Special to the Vanguard
San Francisco, CA – On Monday, San Francisco Mayor Breed announced that the City of San Francisco plans to resume “enforcement of laws that we’ve been limited from enforcing for the last nine months.”
In a lengthy statement on Medium, Mayor Breed noted, “We are doing the work and continuing to house and shelter people every day.” But she said, “But despite all of this work, some have attacked us and sued us over our homelessness policies.”
In her view, “This obstruction has not helped get more people into housing or shelter. It’s only left more people on our streets who we want to help get indoors.”
In September 2022, the Coalition on Homelessness and other plaintiffs filed a lawsuit against the City regarding the City’s practices related to homeless encampment resolutions.
The Lawyers Committee for Civil Rights of the San Francisco Bay Area and the ACLU of Northern California represent the plaintiffs in Coalition on Homelessness v. City and County of San Francisco.
They sought and received a preliminary injunction that limited enforcement of “laws against sitting, lying, or sleeping on public streets and sidewalks for people who are ‘involuntarily homeless.’”
Breed noted, “This term and who it applies to has been the subject of debate and court appeals over the last several months, and the Court’s lack of clarity and definition has limited the City from enforcing those laws.”
Finally, in September 2023, the City received clarification on the definition of this term from the Ninth Circuit U.S. Court of Appeals.
She explained that “the Court acknowledged that individuals are not involuntarily homeless if they have declined a specific offer of available shelter or otherwise have access to such shelter or the means to obtain it.”
“People who have been offered available shelter should not be allowed to remain out camping on our streets,” the Mayor explained. “This lawsuit is still pending. The injunction is still in place. Our City Attorney is continuing to fight this in court. So nothing is over and things can change again. But this clarity from the Ninth Circuit is a step in the right direction.”
Attorneys for the Plaintiffs responded to the Mayor’s statement on Monday.
“The only limitations the City has faced since a federal court injunction was issued last December are against displacing and punishing homeless individuals just because they have nowhere else to go. San Francisco has always been free to enforce any other criminal laws, or to address homeless encampments because of any genuine health and safety concern,” said John Do, senior staff attorney with ACLU of Northern California.
“Hundreds of people are on a new, growing waitlist for shelter beds right now, with thousands more lacking appropriate options for shelter or housing,” added Zal Schroff, interim legal director with the Lawyers’ Committee for Civil Rights of the San Francisco Bay Area. “But the City has nonetheless closed its same-day lines for shelter, where hundreds of individuals were turned away each day because of the City’s dearth of available shelter options. The idea that unhoused people are refusing shelter in large numbers is completely unfounded and contradicts the evidence submitted to the court that underpins the injunction.”
“Increased training can be an important step towards compliance, and we hope to see the City taking that issue seriously,” added Do. “The public should understand that monitoring of the City is a critical 1st Amendment right to ensure the City keeps its word, given its proven history of not abiding to the law and its own policies.”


Work required: For this exercise, transcribe all the entries exactly as given and omit the images.

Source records
************
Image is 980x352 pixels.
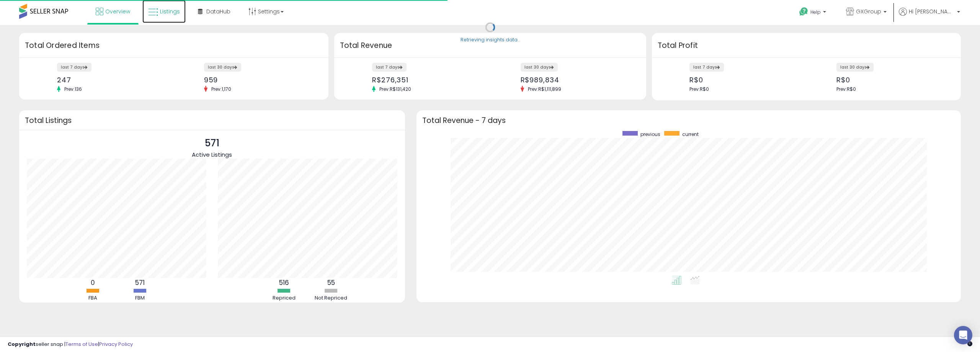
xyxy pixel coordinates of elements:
div: R$0 [689,76,800,83]
label: last 7 days [57,63,92,71]
a: Help [793,1,833,25]
label: last 30 days [836,63,874,71]
span: Hi [PERSON_NAME] [909,7,955,16]
a: Hi [PERSON_NAME] [899,7,960,25]
div: R$989,834 [521,76,633,83]
a: Terms of Use [65,341,98,347]
div: FBM [117,294,163,301]
h3: Total Revenue - 7 days [422,118,955,124]
span: Prev: R$131,420 [376,86,415,93]
div: R$276,351 [372,76,484,83]
label: last 30 days [521,63,558,71]
div: R$0 [836,76,947,83]
div: Repriced [261,294,307,301]
h3: Total Revenue [340,40,640,51]
span: Overview [106,7,130,16]
span: current [682,131,698,138]
h3: Total Ordered Items [25,40,323,51]
div: Open Intercom Messenger [954,326,972,344]
h3: Total Listings [25,118,400,124]
div: 247 [57,76,168,83]
b: 571 [135,278,145,287]
span: Prev: 136 [61,86,86,93]
b: 55 [327,278,335,287]
label: last 30 days [204,63,241,71]
b: 0 [91,278,95,287]
p: 571 [192,136,232,151]
span: DataHub [206,7,230,16]
div: Retrieving insights data.. [460,37,520,43]
b: 516 [279,278,289,287]
span: Listings [160,7,180,16]
span: Prev: 1,170 [207,86,235,93]
span: GXGroup [856,7,881,16]
span: Prev: R$0 [836,86,856,93]
span: previous [640,131,660,138]
div: Not Repriced [308,294,354,301]
strong: Copyright [7,341,35,347]
div: FBA [70,294,116,301]
span: Prev: R$1,111,899 [524,86,565,93]
span: Prev: R$0 [689,86,709,93]
label: last 7 days [689,63,724,71]
i: Get Help [799,7,808,16]
span: Active Listings [192,151,232,159]
h3: Total Profit [657,40,955,51]
a: Privacy Policy [99,341,133,347]
div: seller snap | | [7,341,133,348]
label: last 7 days [372,63,406,71]
div: 959 [204,76,315,83]
span: Help [811,9,820,16]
************
Task solution:
Image is 980x352 pixels.
xyxy pixel coordinates of elements:
div: R$0 [689,76,800,83]
label: last 7 days [57,63,92,71]
a: Help [793,1,833,25]
label: last 30 days [836,63,874,71]
span: Hi [PERSON_NAME] [909,7,955,16]
a: Hi [PERSON_NAME] [899,7,960,25]
div: R$989,834 [521,76,633,83]
a: Terms of Use [65,341,98,347]
div: FBM [117,294,163,301]
h3: Total Revenue - 7 days [422,118,955,124]
span: Prev: R$131,420 [376,86,415,93]
div: R$276,351 [372,76,484,83]
label: last 30 days [521,63,558,71]
div: R$0 [836,76,947,83]
div: Repriced [261,294,307,301]
h3: Total Revenue [340,40,640,51]
span: Overview [106,7,130,16]
span: current [682,131,698,138]
h3: Total Ordered Items [25,40,323,51]
div: Open Intercom Messenger [954,326,972,344]
h3: Total Listings [25,118,400,124]
div: 247 [57,76,168,83]
b: 571 [135,278,145,287]
span: Prev: 136 [61,86,86,93]
b: 55 [327,278,335,287]
label: last 30 days [204,63,241,71]
b: 0 [91,278,95,287]
p: 571 [192,136,232,151]
span: DataHub [206,7,230,16]
div: Retrieving insights data.. [460,37,520,43]
b: 516 [279,278,289,287]
span: Listings [160,7,180,16]
span: Prev: 1,170 [207,86,235,93]
span: GXGroup [856,7,881,16]
span: Prev: R$0 [836,86,856,93]
span: previous [640,131,660,138]
div: Not Repriced [308,294,354,301]
strong: Copyright [7,341,35,347]
div: FBA [70,294,116,301]
span: Prev: R$1,111,899 [524,86,565,93]
span: Prev: R$0 [689,86,709,93]
label: last 7 days [689,63,724,71]
i: Get Help [799,7,808,16]
span: Active Listings [192,151,232,159]
h3: Total Profit [657,40,955,51]
a: Privacy Policy [99,341,133,347]
div: seller snap | | [7,341,133,348]
label: last 7 days [372,63,406,71]
div: 959 [204,76,315,83]
span: Help [811,9,820,16]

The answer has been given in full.